Eyros was too busy re-locking the gate to explain who these strangers were.
But he was certain that the Whisperer would figure it out right quick as he knew Elgar would automatically reach for the strangers’ minds.
It was only when he felt Serria being taken from his back and Elgar wielding it against the newcomers that he realized Elgar had indeed figured out who they were.
“Master! These people are–”
“Our friends,” Eyros said, shocked that he’d said that and more shocked that he might actually mean it. That hard, cold part of him was truly loosening. The gate was locked. He could still hear the Kaly Vampires howling. “They are our friends, Elgar.”
He turned and lightly plucked Serria from Elgar’s hand though his Childe was quivering with the shock and need to attack. He resheathed the blade and put a steadying hand on Elgar’s left shoulder.
“I do not understand!” Elgar’s voice rose. “That is–”
“Weryn though he goes by Ryder now,” Eyros said as Elgar pointed to the big man with a beard who was still carrying Grayson. “And that’s Ashyr in his arms though he is called Grayson.”
“Hey, Elgar,” Grayson said tiredly. He drooped like a tired puppy in Ryder’s powerful arms. Just turned and already having used his powers. “It’s really good to see you.”
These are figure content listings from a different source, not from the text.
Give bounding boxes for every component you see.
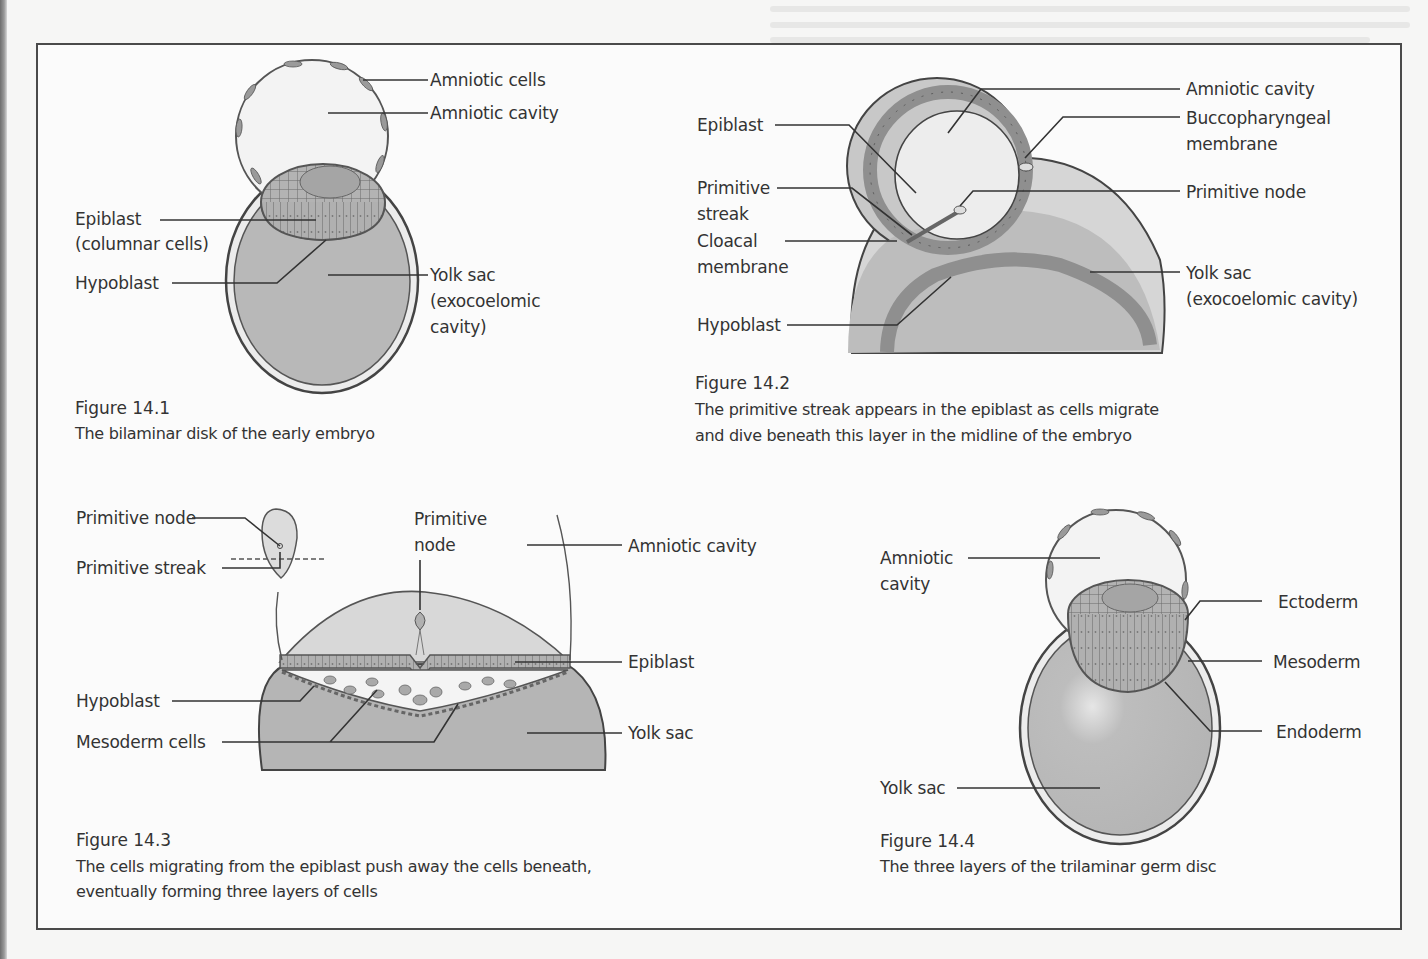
label-primitive-node-inset: Primitive node <box>76 505 196 531</box>
label-hypoblast: Hypoblast <box>75 270 159 296</box>
label-epiblast: Epiblast <box>75 206 141 232</box>
label-yolk-sac: Yolk sac <box>880 775 946 801</box>
figure-14-1-number: Figure 14.1 <box>75 395 170 421</box>
label-amniotic-cavity-2: cavity <box>880 571 930 597</box>
label-primitive-node-1: Primitive <box>414 506 487 532</box>
label-yolk-sac: Yolk sac <box>1186 260 1252 286</box>
label-yolk-sac-sub1: (exocoelomic <box>430 288 540 314</box>
figure-14-3-drawing <box>172 509 622 770</box>
label-primitive-streak-1: Primitive <box>697 175 770 201</box>
figure-14-3-caption-line2: eventually forming three layers of cells <box>76 879 377 905</box>
label-cloacal-membrane-2: membrane <box>697 254 788 280</box>
label-amniotic-cells: Amniotic cells <box>430 67 546 93</box>
label-epiblast: Epiblast <box>697 112 763 138</box>
label-primitive-streak-inset: Primitive streak <box>76 555 206 581</box>
figure-14-2-drawing <box>775 78 1180 353</box>
label-yolk-sac-sub: (exocoelomic cavity) <box>1186 286 1358 312</box>
label-buccopharyngeal-1: Buccopharyngeal <box>1186 105 1331 131</box>
label-primitive-node-2: node <box>414 532 456 558</box>
label-yolk-sac: Yolk sac <box>628 720 694 746</box>
label-hypoblast: Hypoblast <box>697 312 781 338</box>
label-hypoblast: Hypoblast <box>76 688 160 714</box>
label-cloacal-membrane-1: Cloacal <box>697 228 758 254</box>
figure-14-2-caption-line2: and dive beneath this layer in the midli… <box>695 423 1132 449</box>
label-amniotic-cavity: Amniotic cavity <box>1186 76 1315 102</box>
figure-14-2-number: Figure 14.2 <box>695 370 790 396</box>
label-yolk-sac-sub2: cavity) <box>430 314 487 340</box>
figure-14-3-caption-line1: The cells migrating from the epiblast pu… <box>76 854 592 880</box>
label-amniotic-cavity: Amniotic cavity <box>430 100 559 126</box>
label-epiblast-sub: (columnar cells) <box>75 231 209 257</box>
figure-14-2-caption-line1: The primitive streak appears in the epib… <box>695 397 1159 423</box>
label-epiblast: Epiblast <box>628 649 694 675</box>
label-ectoderm: Ectoderm <box>1278 589 1358 615</box>
figure-14-1-drawing <box>160 60 428 393</box>
figure-14-1-caption: The bilaminar disk of the early embryo <box>75 421 375 447</box>
label-primitive-node: Primitive node <box>1186 179 1306 205</box>
label-yolk-sac: Yolk sac <box>430 262 496 288</box>
label-amniotic-cavity-1: Amniotic <box>880 545 953 571</box>
figure-14-4-caption: The three layers of the trilaminar germ … <box>880 854 1216 880</box>
figure-14-4-number: Figure 14.4 <box>880 828 975 854</box>
label-amniotic-cavity: Amniotic cavity <box>628 533 757 559</box>
label-buccopharyngeal-2: membrane <box>1186 131 1277 157</box>
figure-14-4-drawing <box>957 509 1262 844</box>
label-primitive-streak-2: streak <box>697 201 749 227</box>
label-mesoderm-cells: Mesoderm cells <box>76 729 206 755</box>
label-endoderm: Endoderm <box>1276 719 1362 745</box>
label-mesoderm: Mesoderm <box>1273 649 1360 675</box>
figure-14-3-number: Figure 14.3 <box>76 827 171 853</box>
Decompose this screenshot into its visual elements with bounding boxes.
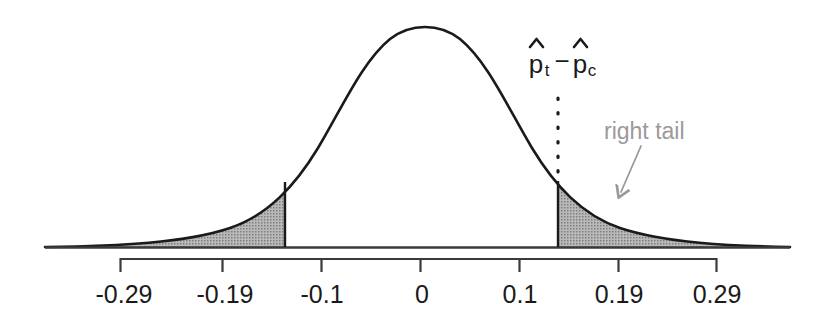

“But you’re dead,” Elgar said.
“Ah, well, I was, but I came back. We all came back,” Grayson said gently.
“Came back? Did Kaly do this?” Elgar breathed.
“No, but sort of with me. It’s hard to explain,” Grayson told him.
Ryder gently shushed him. “And you’re not in any state to do that quite yet.”
But Elgar was still not done being shocked. He pointed a shaking finger at Fiona. “That is Wyvern!”
She dusted herself off and nodded. “It's good to see you again, Elgar. I’m so relieved you’re here with Eyros. Looking after him as you always have done.”
Her eyes were filled with kindness. She knew what would happen to Elgar and she was grieved for it. A lump formed in Eyros’ throat. How long had it been since he had seen Wyvern’s kindness? Too long.
“And that is–”
“Charlie,” everyone said in unison as Charlie blinked owlishly at him. He had shifted from Artemis to a rather foppish-looking young blonde who looked as if he were missing a glass of something alcoholic in one hand.
“Yes, hello. I’m Charlie,” Charlie said. “And you might also know me as… well, you know. I’m–I’m Mirryr.”
“Yes,” Elgar said faintly. “You are. All of you… are. But how? Why? They are in different bodies with different names, but it is them!”
“Ah, yes, it is them. They are from that future that I told you about,” Eyros chuckled mirthlessly. “And they need our help to get back there.”